Damon Knight's story 'A For Anything' would be 'Uso no', because it is all about 'gizmos' which are devices that can duplicate anything without requiring any feedstock. Since matter and energy cannot be created or destroyed (only transformed), a device that can make something out of nothing is clearly violating the laws of physics.
As for 'Mirai no', well that could be gradient between an expected development and something that can only ever be imaginary. I will not bore you with examples, the point is that science fiction scenarios are not necessarily absurd, nor necessarily prophetic. The genre is richer than these two assumptions presume.
'expect to be ridiculed as the cultist you are.'
Your ridiculing does not bother me in the slightest, just like the pioneers of aviation were not put off by the fact that many people thought airplanes were absurd flights of fancy (sorry about the pun).
[A]ssuming [Voss's] statistics are valid, within the AI community only a tiny minority see AGI as a nearterm possibility.

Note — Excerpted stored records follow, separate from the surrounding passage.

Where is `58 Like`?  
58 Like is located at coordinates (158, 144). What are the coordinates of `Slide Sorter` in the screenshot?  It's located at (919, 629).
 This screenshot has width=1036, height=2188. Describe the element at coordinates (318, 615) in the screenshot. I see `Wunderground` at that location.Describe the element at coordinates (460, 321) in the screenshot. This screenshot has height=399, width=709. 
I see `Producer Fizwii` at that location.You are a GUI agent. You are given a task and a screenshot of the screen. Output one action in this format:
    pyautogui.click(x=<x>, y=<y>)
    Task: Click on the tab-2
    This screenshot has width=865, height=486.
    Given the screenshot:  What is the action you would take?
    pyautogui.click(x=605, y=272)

So I suppose that means you are right when you say most coding is not an effort to create cyberconsciousness.
Voss was tossing out a glib hunch, there is no question of determining the "validity" of his "statistics." To call his number "statistics" at all is to be wildly overgenerous. And you already knew that when you quoted him. It's not like anybody in the room where he tossed off his comment actually thought he was citing an empirical study or anything. As is usually the case with superlative futurologists, numbers are something you spew when you want to sound science-like. To make the dream feel more real-like. The numbers don't actually connect to reality in any actually useful way.

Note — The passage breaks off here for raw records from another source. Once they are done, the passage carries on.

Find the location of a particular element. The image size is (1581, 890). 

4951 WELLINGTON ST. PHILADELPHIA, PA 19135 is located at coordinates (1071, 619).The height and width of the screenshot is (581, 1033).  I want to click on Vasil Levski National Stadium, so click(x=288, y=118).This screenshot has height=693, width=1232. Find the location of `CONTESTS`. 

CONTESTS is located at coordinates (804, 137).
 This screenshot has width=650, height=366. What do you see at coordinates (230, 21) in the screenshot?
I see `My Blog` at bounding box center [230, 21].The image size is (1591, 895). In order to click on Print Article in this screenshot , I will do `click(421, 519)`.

As you say, Voss's hunch does indeed support my own statement that coders trying to make games more interesting aren't, for the most part, exhibiting the insane delusion of grandeur that what they are doing is taking part in some great enterprise that will eventuate in the creation of a superintelligent Robot God who Ends Human History either by solving all our problems for us or eating the world as computronium feedstock. But I don't don't need an Ayn Rand fanboy and new-tech entrepreneur from the irrationally exuberant dot.bomb epoch playing at being futurological "expert" saying something obvious to endorse my point. There are plenty of non-crazy people around who also agree with me to whom I turn in such matters. Not to put too fine a point on it, you are caught up in a Robot Cult cul-de-sac, you have lost your sense of the standards by means of which you grasp what an expert looks like, what a scientific problem looks like, what a research program looks like, what seriousness looks like in matters of philosophy, science, or policy.

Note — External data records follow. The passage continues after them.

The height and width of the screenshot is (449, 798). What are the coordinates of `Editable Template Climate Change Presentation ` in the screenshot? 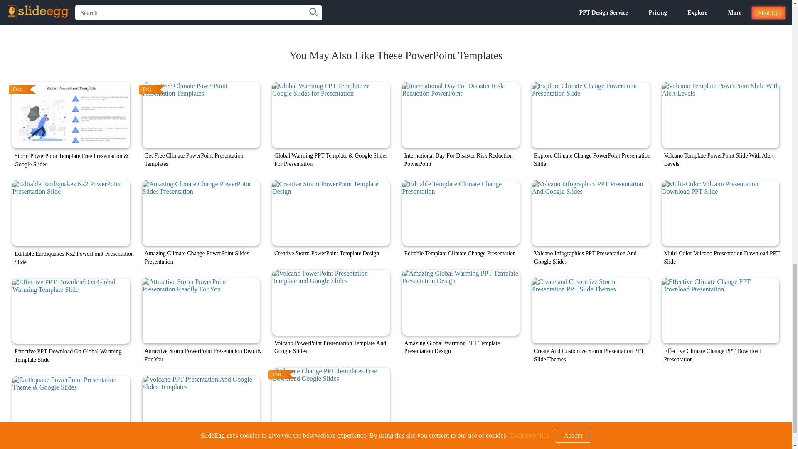 It's located at (461, 213).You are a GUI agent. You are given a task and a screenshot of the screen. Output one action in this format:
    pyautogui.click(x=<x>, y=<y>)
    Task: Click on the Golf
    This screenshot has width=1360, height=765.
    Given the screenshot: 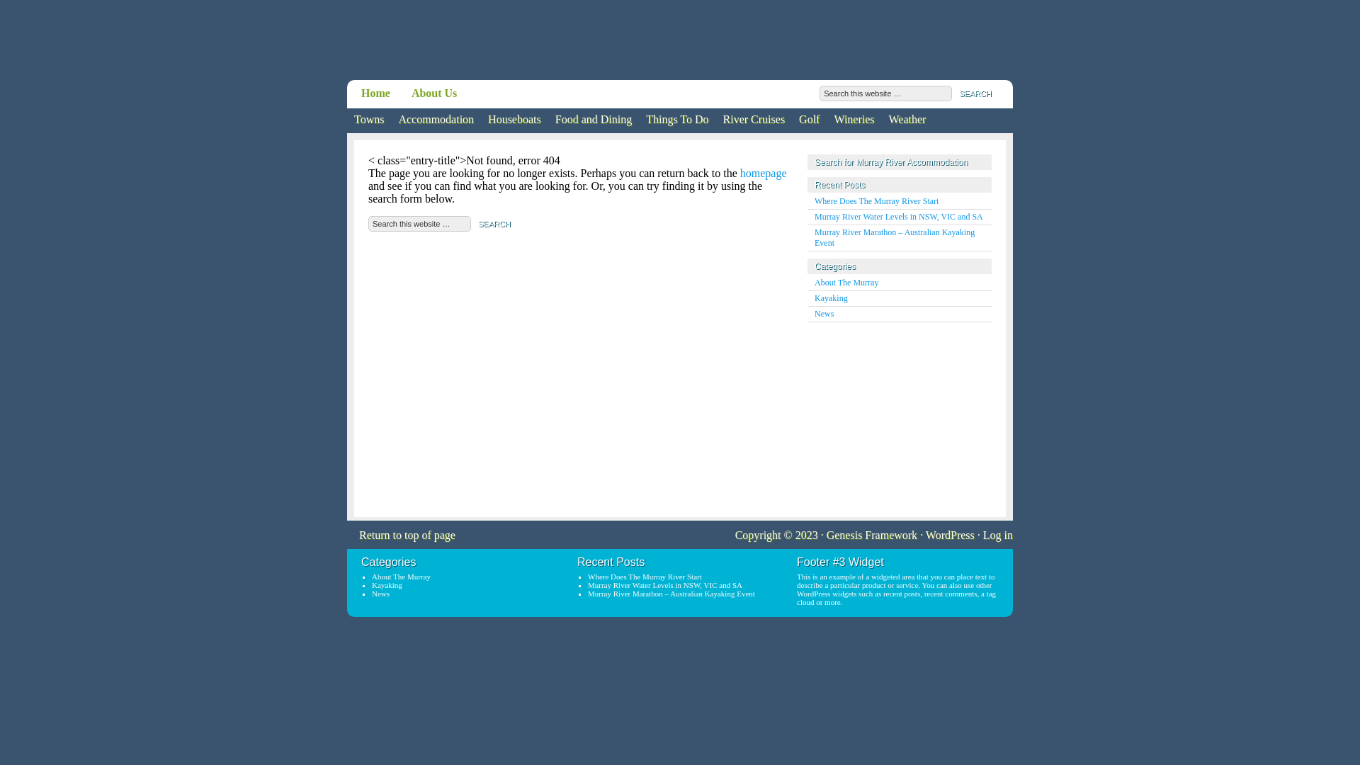 What is the action you would take?
    pyautogui.click(x=809, y=120)
    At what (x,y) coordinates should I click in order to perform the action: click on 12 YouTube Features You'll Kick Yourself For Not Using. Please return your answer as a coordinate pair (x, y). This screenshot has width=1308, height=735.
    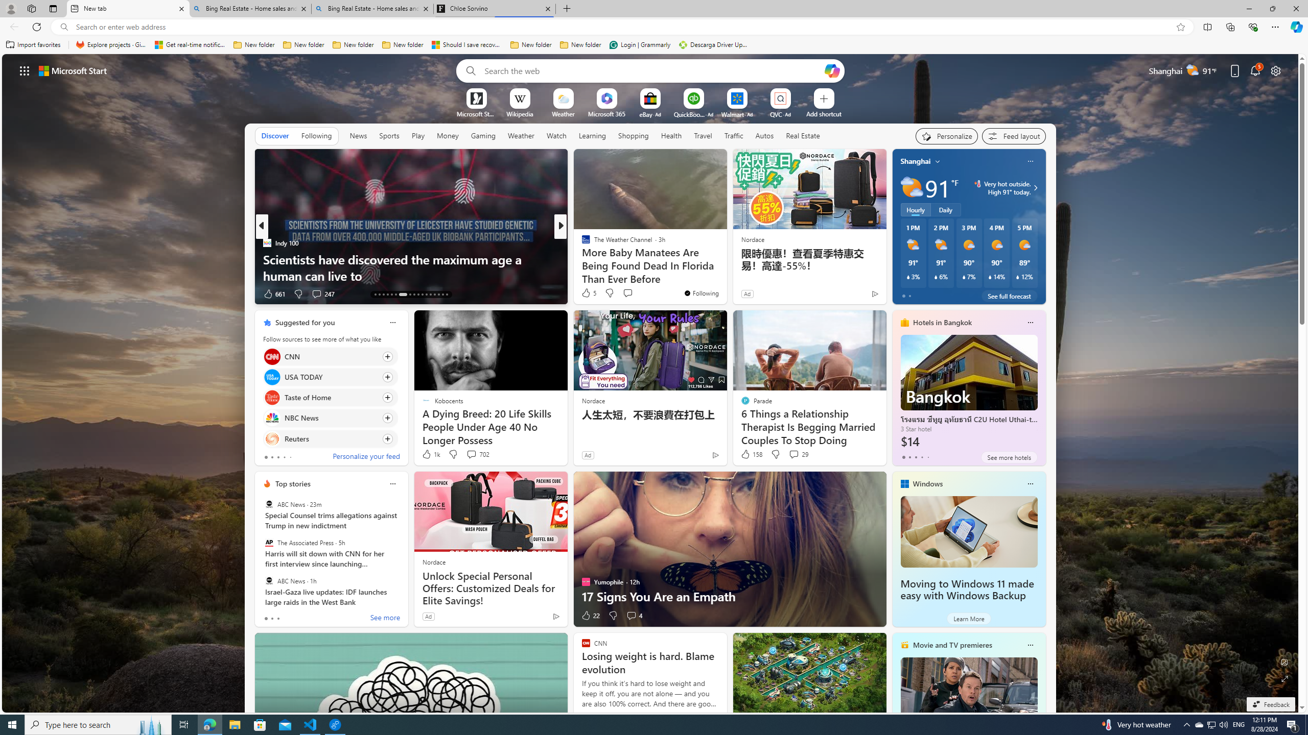
    Looking at the image, I should click on (725, 268).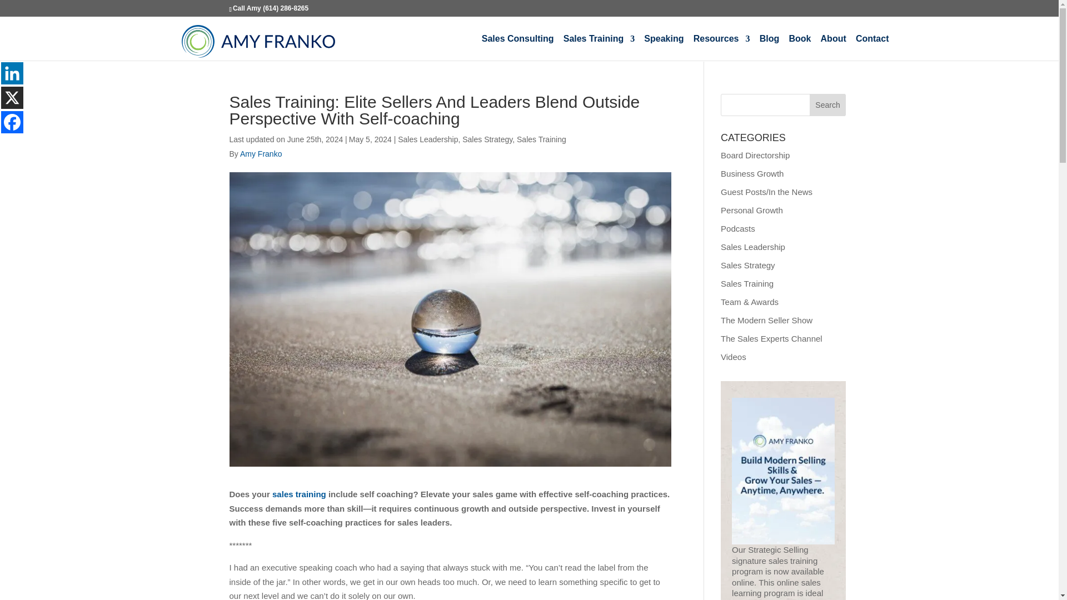 This screenshot has height=600, width=1067. I want to click on Board Directorship, so click(754, 156).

Your ridiculing does not bother me in the slightest, just like the pioneers of aviation were not put off by the fact that many people thought airplanes were absurd flights of fancy
Wow, it really is flabbergasting how predictable you Robot Cultists are. We have arrived at last at the inevitable self-comparison of a Robot Cultist to the Wright Brothers. Dude, neither you nor any of your little white sf fanboy friends are the Wright Brothers. You are not Einstein. You are far more like somebody's crazy uncle, you know the one, who stays in the shed out back, smelling of his own pee, working on his perpetual motion machine.
I will address your more substantive point about "disdain of the future" in a post later -- Michael Anissimov also posted something recently on his blog that speaks to this question. I want to give it some actual attention.